Wednesday, February 24, 2010
Tuesday, February 16, 2010
Ph.D. mathematician and NFL champion
In some sense, the stunning 2010 Super Bowl XLIV victory of New Orleans Saints led by Drew Brees against the Peyton Manning's Indianapolis Colts (my favorite team) may be analogue to a similar event that happened in 1964. Then the NFL quarterback Frank Ryan led the Cleveland Browns to the 1964 NFL Championship title in a 27-0 victory against Johnny Unitas' Baltimore Colts. To this one might add the impressive 1966 season in which the Cleveland Browns' legend Ryan threw for 2974 yards and scored 29 touchdowns.

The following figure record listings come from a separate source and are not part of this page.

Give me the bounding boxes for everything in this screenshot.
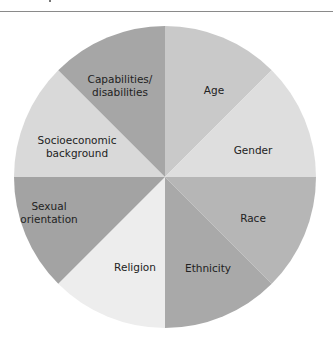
slice-label: Religion	[114, 261, 156, 273]
pie-slices	[14, 26, 316, 328]
slice-label: Race	[240, 212, 266, 224]
slice-label: Ethnicity	[185, 262, 231, 274]
slice-label: Socioeconomicbackground	[38, 134, 117, 159]
slice-label: Age	[204, 84, 224, 96]
pie-chart: AgeGenderRaceEthnicityReligionSexualorie…	[0, 0, 333, 350]
slice-label: Capabilities/disabilities	[88, 73, 153, 98]
slice-label: Gender	[234, 144, 273, 156]
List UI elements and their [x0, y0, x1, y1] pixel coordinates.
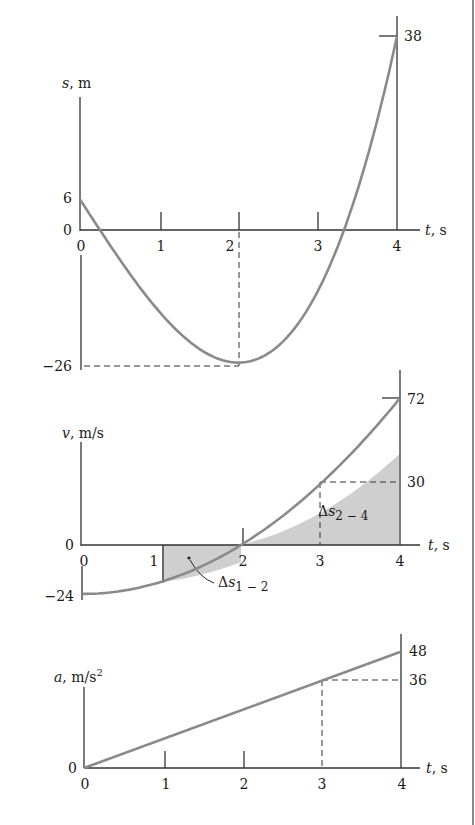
v-x-tick-label-2: 2	[239, 553, 248, 569]
region-label-delta-s-1-2: Δs1 − 2	[218, 574, 268, 594]
s-x-axis-label: t, s	[425, 222, 447, 238]
v-x-tick-label-4: 4	[396, 553, 405, 569]
a-tick-label-36: 36	[409, 672, 427, 688]
v-x-tick-label-3: 3	[316, 553, 325, 569]
a-x-tick-label-4: 4	[398, 776, 407, 792]
a-line	[84, 652, 400, 768]
v-tick-label-0: 0	[65, 537, 74, 553]
s-tick-label-min: −26	[42, 358, 72, 374]
a-x-tick-label-0: 0	[81, 776, 90, 792]
s-tick-label-6: 6	[63, 190, 72, 206]
s-x-tick-label-4: 4	[393, 238, 402, 254]
kinematics-figure: s, m 60−263801234t, s v, m/s 0−247	[0, 0, 475, 825]
s-tick-label-0: 0	[63, 222, 72, 238]
a-x-tick-label-2: 2	[240, 776, 249, 792]
s-x-tick-label-1: 1	[157, 238, 166, 254]
acceleration-plot: a, m/s2 0483601234t, s	[54, 634, 448, 792]
s-axis-label: s, m	[62, 75, 91, 91]
displacement-plot: s, m 60−263801234t, s	[42, 16, 446, 374]
a-axis-label: a, m/s2	[54, 667, 103, 685]
v-x-axis-label: t, s	[428, 537, 450, 553]
v-x-tick-label-0: 0	[80, 553, 89, 569]
a-x-axis-label: t, s	[426, 760, 448, 776]
a-tick-label-0: 0	[68, 760, 77, 776]
v-x-tick-label-1: 1	[150, 553, 159, 569]
s-x-tick-label-3: 3	[314, 238, 323, 254]
v-axis-label: v, m/s	[62, 425, 104, 441]
v-tick-label-min: −24	[44, 588, 74, 604]
region-delta-s-2-4	[241, 455, 399, 546]
s-x-tick-label-2: 2	[226, 238, 235, 254]
region-1-2-dot	[187, 556, 190, 559]
a-tick-label-48: 48	[409, 643, 427, 659]
s-tick-label-38: 38	[404, 28, 422, 44]
v-tick-label-72: 72	[407, 391, 425, 407]
s-x-tick-label-0: 0	[77, 238, 86, 254]
a-x-tick-label-1: 1	[162, 776, 171, 792]
a-x-tick-label-3: 3	[318, 776, 327, 792]
velocity-plot: v, m/s 0−24723001234t, sΔs2 − 4Δs1 − 2	[44, 370, 449, 604]
v-tick-label-30: 30	[407, 474, 425, 490]
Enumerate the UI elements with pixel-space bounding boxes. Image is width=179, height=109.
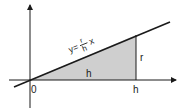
- equation-y: y=: [67, 42, 80, 55]
- cone-triangle-diagram: 0 h h r y= r h x: [0, 0, 179, 109]
- base-h-label: h: [86, 68, 92, 79]
- height-r-label: r: [140, 52, 144, 63]
- origin-label: 0: [31, 84, 37, 95]
- equation-denominator: h: [81, 44, 89, 54]
- x-axis-h-label: h: [133, 84, 139, 95]
- equation-numerator: r: [79, 36, 84, 44]
- equation-x: x: [87, 35, 95, 46]
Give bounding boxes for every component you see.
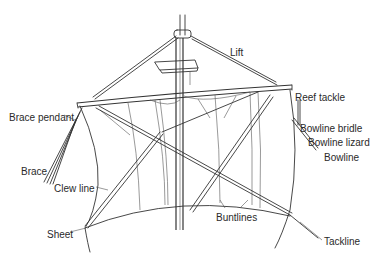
label-brace-pendant: Brace pendant [9, 113, 74, 123]
label-brace: Brace [21, 167, 47, 177]
label-bowline-bridle: Bowline bridle [300, 124, 362, 134]
label-clew-line: Clew line [54, 184, 95, 194]
sail-edges [80, 90, 295, 252]
label-bowline-lizard: Bowline lizard [308, 138, 370, 148]
label-sheet: Sheet [47, 230, 73, 240]
label-lift: Lift [230, 48, 243, 58]
lifts [93, 36, 277, 99]
label-tackline: Tackline [324, 237, 360, 247]
label-buntlines: Buntlines [216, 213, 257, 223]
label-bowline: Bowline [324, 153, 359, 163]
label-reef-tackle: Reef tackle [295, 93, 345, 103]
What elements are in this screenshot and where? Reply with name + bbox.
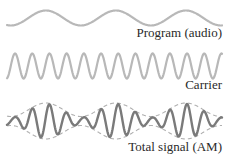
am-total-signal-wave bbox=[7, 104, 222, 137]
program-audio-label: Program (audio) bbox=[136, 26, 222, 39]
carrier-label: Carrier bbox=[185, 78, 222, 91]
carrier-wave bbox=[7, 54, 222, 79]
total-signal-am-label: Total signal (AM) bbox=[128, 140, 222, 153]
program-audio-wave bbox=[7, 11, 222, 26]
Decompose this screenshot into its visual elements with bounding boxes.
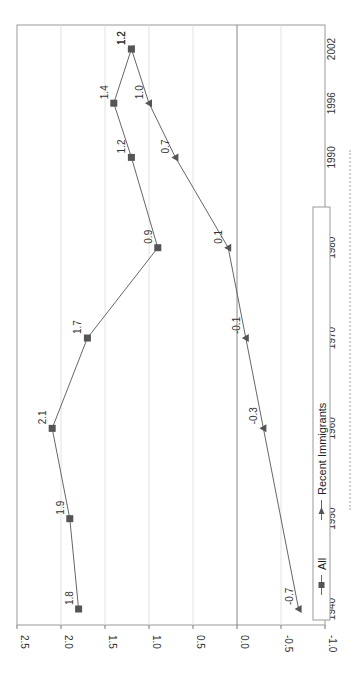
plot-area: [17, 25, 325, 625]
data-label: 2.1: [37, 410, 48, 424]
series-layer: 1.81.92.11.70.91.21.41.2-0.7-0.3-0.10.10…: [37, 31, 301, 613]
value-tick-label: 1.0: [151, 635, 162, 649]
data-label: 1.8: [64, 591, 75, 605]
year-tick-label: 1996: [326, 92, 337, 115]
value-tick-label: 1.5: [107, 635, 118, 649]
value-tick-label: 0.5: [195, 635, 206, 649]
gridlines: [61, 25, 281, 625]
square-marker-icon: [66, 515, 73, 522]
legend-square-icon: [319, 582, 325, 588]
legend-label: Recent Immigrants: [316, 402, 328, 495]
square-marker-icon: [84, 335, 91, 342]
legend: AllRecent Immigrants: [313, 207, 330, 620]
plot-border: [17, 25, 325, 625]
data-label: 1.4: [99, 85, 110, 99]
data-label: 0.7: [160, 139, 171, 153]
triangle-marker-icon: [224, 244, 231, 252]
rotated-line-chart: 2.52.01.51.00.50.0-0.5-1.0 1940195019601…: [0, 0, 359, 687]
data-label: 1.2: [116, 31, 127, 45]
year-tick-label: 2002: [326, 37, 337, 60]
data-label: 1.7: [72, 320, 83, 334]
series-line-recent-immigrants: [131, 49, 298, 609]
data-label: 1.2: [116, 139, 127, 153]
data-label: 1.9: [55, 500, 66, 514]
square-marker-icon: [128, 154, 135, 161]
value-tick-label: 2.0: [63, 635, 74, 649]
value-tick-label: -1.0: [327, 635, 338, 653]
year-tick-label: 1990: [326, 146, 337, 169]
data-label: -0.1: [231, 316, 242, 334]
data-label: 0.1: [213, 229, 224, 243]
data-label: -0.3: [248, 407, 259, 425]
square-marker-icon: [49, 425, 56, 432]
data-label: 0.9: [143, 229, 154, 243]
value-tick-label: 2.5: [19, 635, 30, 649]
legend-label: All: [316, 558, 328, 570]
value-tick-label: -0.5: [283, 635, 294, 653]
value-axis: 2.52.01.51.00.50.0-0.5-1.0: [17, 625, 338, 653]
square-marker-icon: [110, 100, 117, 107]
data-label: -0.7: [284, 587, 295, 605]
value-tick-label: 0.0: [239, 635, 250, 649]
data-label: 1.0: [134, 85, 145, 99]
figure-caption-faint: [349, 150, 353, 510]
square-marker-icon: [154, 244, 161, 251]
square-marker-icon: [75, 606, 82, 613]
triangle-marker-icon: [171, 153, 178, 161]
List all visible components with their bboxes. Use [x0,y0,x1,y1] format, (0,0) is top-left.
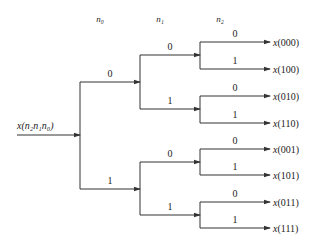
stage1-bit-label: 1 [108,175,113,186]
input-label: x(n₂n₁n₀) [16,120,54,132]
output-label: x(100) [272,64,299,76]
stage2-bit-label: 1 [168,95,173,106]
stage3-bit-label: 0 [233,28,238,39]
stage-header-0: n₀ [96,14,104,24]
stage3-bit-label: 0 [233,135,238,146]
output-label: x(111) [272,223,298,235]
stage3-bit-label: 1 [233,109,238,120]
tree-svg: x(n₂n₁n₀)n₀n₁n₂0101010x(000)1x(100)0x(01… [0,0,318,241]
stage-header-2: n₂ [216,14,224,24]
stage3-bit-label: 1 [233,214,238,225]
output-label: x(011) [272,197,299,209]
stage3-bit-label: 0 [233,82,238,93]
stage2-bit-label: 0 [168,148,173,159]
output-label: x(010) [272,91,299,103]
output-label: x(110) [272,118,299,130]
stage3-bit-label: 0 [233,188,238,199]
stage2-bit-label: 1 [168,201,173,212]
stage-header-1: n₁ [156,14,164,24]
output-label: x(101) [272,170,299,182]
output-label: x(000) [272,37,299,49]
output-label: x(001) [272,144,299,156]
stage1-bit-label: 0 [108,68,113,79]
stage3-bit-label: 1 [233,55,238,66]
stage2-bit-label: 0 [168,41,173,52]
bit-reversal-tree-diagram: x(n₂n₁n₀)n₀n₁n₂0101010x(000)1x(100)0x(01… [0,0,318,241]
stage3-bit-label: 1 [233,161,238,172]
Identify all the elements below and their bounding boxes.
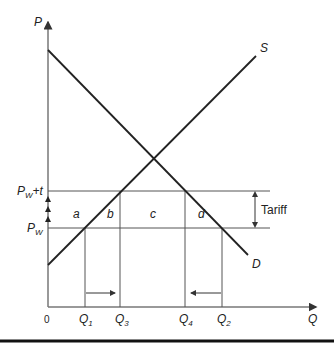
area-b-label: b xyxy=(107,207,114,221)
tariff-label: Tariff xyxy=(261,203,287,217)
area-a-label: a xyxy=(73,207,80,221)
q3-label: Q3 xyxy=(115,312,129,328)
q4-label: Q4 xyxy=(179,312,193,328)
origin-label: 0 xyxy=(44,314,50,325)
area-c-label: c xyxy=(150,207,156,221)
demand-label: D xyxy=(252,257,261,271)
q2-label: Q2 xyxy=(217,312,231,328)
area-d-label: d xyxy=(198,207,205,221)
x-axis-label: Q xyxy=(308,312,317,326)
demand-curve xyxy=(48,50,248,255)
supply-curve xyxy=(48,56,256,265)
pw-plus-t-label: PW+t xyxy=(17,184,44,200)
y-axis-tick-arrows xyxy=(45,196,51,222)
supply-label: S xyxy=(260,41,268,55)
tariff-diagram: Tariff P Q 0 S D PW+t PW a b c d Q1 Q3 Q… xyxy=(0,0,334,347)
q1-label: Q1 xyxy=(79,312,93,328)
y-axis-label: P xyxy=(34,15,42,29)
pw-label: PW xyxy=(27,221,44,237)
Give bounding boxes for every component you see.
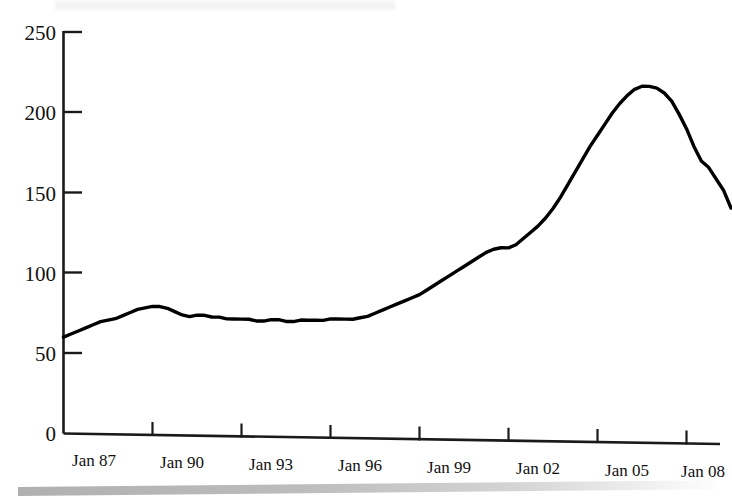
y-tick-label-0: 0 [46, 422, 57, 446]
data-series-line [64, 86, 732, 337]
y-tick-label-250: 250 [25, 21, 57, 45]
y-tick-label-200: 200 [25, 101, 57, 125]
x-tick-label-jan87: Jan 87 [72, 451, 116, 470]
y-tick-marks [64, 32, 83, 353]
y-tick-label-50: 50 [35, 342, 56, 366]
x-tick-label-jan02: Jan 02 [516, 459, 560, 478]
y-tick-label-150: 150 [25, 182, 57, 206]
chart-figure: 250 200 150 100 50 0 Jan 87 Jan 90 Jan 9… [0, 0, 732, 503]
x-tick-label-jan99: Jan 99 [427, 458, 471, 477]
x-tick-label-jan96: Jan 96 [338, 456, 382, 475]
y-tick-label-100: 100 [25, 262, 57, 286]
line-chart: 250 200 150 100 50 0 Jan 87 Jan 90 Jan 9… [0, 0, 732, 503]
x-tick-label-jan90: Jan 90 [160, 453, 204, 472]
x-tick-label-jan93: Jan 93 [249, 455, 293, 474]
x-tick-label-jan05: Jan 05 [605, 461, 649, 480]
x-axis-line [64, 434, 721, 445]
x-tick-label-jan08: Jan 08 [681, 462, 725, 481]
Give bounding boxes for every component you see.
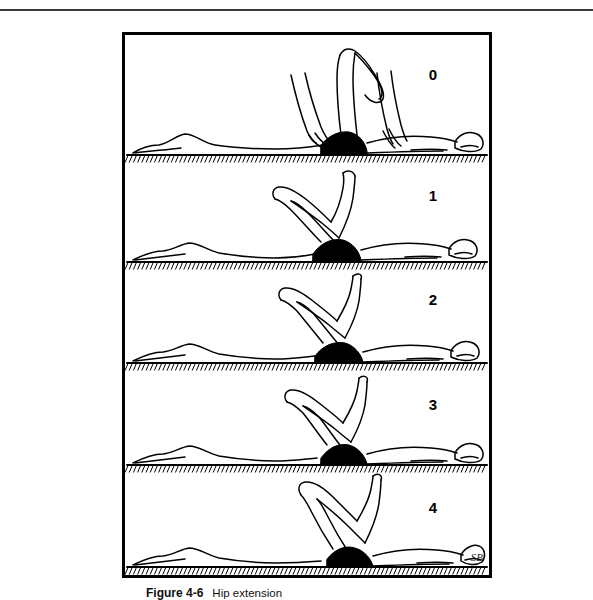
figure-panel-2: 2 xyxy=(125,273,489,373)
rating-label-2: 2 xyxy=(429,292,437,307)
figure-caption-number: Figure 4-6 xyxy=(146,586,203,600)
figure-caption: Figure 4-6Hip extension xyxy=(146,586,282,600)
floor-hatching xyxy=(125,466,485,473)
floor-hatching xyxy=(125,263,485,270)
floor-hatching xyxy=(125,156,485,163)
page-top-rule xyxy=(0,9,593,11)
rating-label-4: 4 xyxy=(429,500,437,515)
panel-4-illustration xyxy=(125,473,489,575)
floor-hatching xyxy=(125,568,485,575)
rating-label-1: 1 xyxy=(429,188,437,203)
figure-panel-1: 1 xyxy=(125,168,489,273)
figure-panel-4: 4 xyxy=(125,473,489,575)
figure-panel-0: 0 xyxy=(125,35,489,168)
rating-label-0: 0 xyxy=(429,67,437,82)
artist-signature: SB xyxy=(471,551,483,563)
rating-label-3: 3 xyxy=(429,397,437,412)
figure-frame: 0 xyxy=(122,32,492,578)
figure-panel-3: 3 xyxy=(125,373,489,473)
figure-caption-text: Hip extension xyxy=(212,587,282,599)
panel-2-illustration xyxy=(125,273,489,373)
panel-1-illustration xyxy=(125,168,489,273)
floor-hatching xyxy=(125,364,485,371)
panel-3-illustration xyxy=(125,373,489,473)
panel-0-illustration xyxy=(125,35,489,168)
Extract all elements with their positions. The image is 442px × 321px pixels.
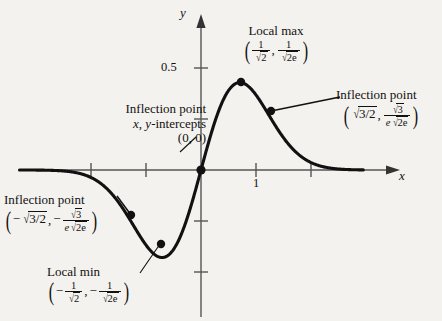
- sqrt-icon: √2e: [280, 51, 298, 63]
- x-tick-label-1: 1: [253, 176, 259, 190]
- paren-open: (: [6, 210, 11, 231]
- inflection-right-y-fraction: √3 e√2e: [383, 103, 411, 128]
- inflection-right-coordinates: (√3/2, √3 e√2e ): [336, 103, 420, 128]
- local-max-x-fraction: 1 √2: [251, 39, 270, 63]
- minus-sign: −: [13, 212, 21, 227]
- annotation-local-min: Local min (− 1 √2 ,− 1 √2e ): [47, 265, 130, 304]
- local-max-coordinates: ( 1 √2 , 1 √2e ): [216, 39, 336, 63]
- sqrt-icon: √2e: [69, 221, 87, 233]
- paren-close: ): [123, 281, 128, 302]
- annotation-inflection-left: Inflection point (−√3/2,− √3 e√2e ): [4, 193, 99, 233]
- local-max-y-fraction: 1 √2e: [277, 39, 301, 63]
- point-inflection-left: [127, 211, 135, 219]
- y-tick-label-0.5: 0.5: [161, 60, 177, 74]
- sqrt-icon: √2: [254, 51, 267, 63]
- y-axis-label: y: [180, 6, 186, 21]
- minus-sign: −: [53, 212, 61, 227]
- paren-close: ): [302, 40, 307, 61]
- point-local-max: [237, 78, 245, 86]
- local-min-y-fraction: 1 √2e: [98, 280, 122, 304]
- paren-open: (: [49, 281, 54, 302]
- point-local-min: [157, 240, 165, 248]
- inflection-left-y-fraction: √3 e√2e: [62, 208, 90, 233]
- point-origin: [196, 165, 205, 174]
- inflection-left-title: Inflection point: [4, 193, 99, 208]
- origin-coordinates: (0, 0): [88, 131, 206, 146]
- local-min-title: Local min: [47, 265, 130, 280]
- local-max-title: Local max: [216, 24, 336, 39]
- sqrt-icon: √3/2: [21, 211, 47, 227]
- origin-intercepts: x, y-intercepts: [88, 117, 206, 132]
- x-axis-label: x: [399, 169, 405, 184]
- sqrt-icon: √3/2: [351, 106, 377, 122]
- sqrt-icon: √3: [69, 208, 82, 220]
- paren-close: ): [413, 105, 418, 126]
- paren-open: (: [244, 40, 249, 61]
- local-min-x-fraction: 1 √2: [64, 280, 83, 304]
- local-min-coordinates: (− 1 √2 ,− 1 √2e ): [47, 280, 130, 304]
- sqrt-icon: √3: [391, 103, 404, 115]
- leader-inflection-right: [271, 97, 340, 111]
- annotation-inflection-right: Inflection point (√3/2, √3 e√2e ): [336, 88, 420, 128]
- paren-close: ): [92, 210, 97, 231]
- point-inflection-right: [267, 107, 275, 115]
- annotation-local-max: Local max ( 1 √2 , 1 √2e ): [216, 24, 336, 63]
- annotation-origin: Inflection point x, y-intercepts (0, 0): [88, 102, 206, 146]
- sqrt-icon: √2: [67, 292, 80, 304]
- minus-sign: −: [56, 284, 64, 299]
- minus-sign: −: [89, 284, 97, 299]
- inflection-left-coordinates: (−√3/2,− √3 e√2e ): [4, 208, 99, 233]
- origin-title: Inflection point: [88, 102, 206, 117]
- sqrt-icon: √2e: [101, 292, 119, 304]
- figure-container: y x 0.5 1 Local max ( 1 √2 , 1 √2e ) Inf…: [0, 0, 442, 321]
- sqrt-icon: √2e: [391, 116, 409, 128]
- paren-open: (: [344, 105, 349, 126]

What is especially relevant for this particular blog is that Frank Ryan is also the recipient of a Ph.D. in Mathematics awarded by Rice University in 1965, with a most interesting thesis, "A Characterization of the Set of Asymptotic Values of a Function Holomorphic in the Unit Disc", and that among the references cited in the thesis are Luzin's "Leçons sur les ensembles analytiques et leurs applications", Sierpinski's "General Topology" (University of Toronto Press, 1952), and Stoilow's "Les propriétés topologiques des fonctions analytiques d'une variable", Ann. Inst. H. Poincaré, 2 (1932), 233–266. In 1966 Frank Ryan also published two fundamental papers on the set of asymptotic values of a function holomorphic in the unit disc in Duke Mathematical Journal (he also published in Pacific Journal of Mathematics, Mathematische Zeitschrift, Michigan Mathematical Journal, etc).
I will conclude with mentioning a recent mathematical event - the amazing, super-entertaining after-dinner talk "Resolved, that a Football is a Mathematical Object" delivered by Frank Ryan at the 2007 Ohio MAA Meeting held at Wittenberg (a talk which I will never forget).
What is especially relevant for this particular blog is that Frank Ryan is also the recipient of a Ph.D. in Mathematics awarded by Rice University in 1965, with a most interesting thesis, "A Characterization of the Set of Asymptotic Values of a Function Holomorphic in the Unit Disc", and that among the references cited in the thesis are Luzin's "Leçons sur les ensembles analytiques et leurs applications", Sierpinski's "General Topology" (University of Toronto Press, 1952), and Stoilow's "Les propriétés topologiques des fonctions analytiques d'une variable", Ann. Inst. H. Poincaré, 2 (1932), 233–266. In 1966 Frank Ryan also published two fundamental papers on the set of asymptotic values of a function holomorphic in the unit disc in Duke Mathematical Journal (he also published in Pacific Journal of Mathematics, Mathematische Zeitschrift, Michigan Mathematical Journal, etc).
I will conclude with mentioning a recent mathematical event - the amazing, super-entertaining after-dinner talk "Resolved, that a Football is a Mathematical Object" delivered by Frank Ryan at the 2007 Ohio MAA Meeting held at Wittenberg (a talk which I will never forget).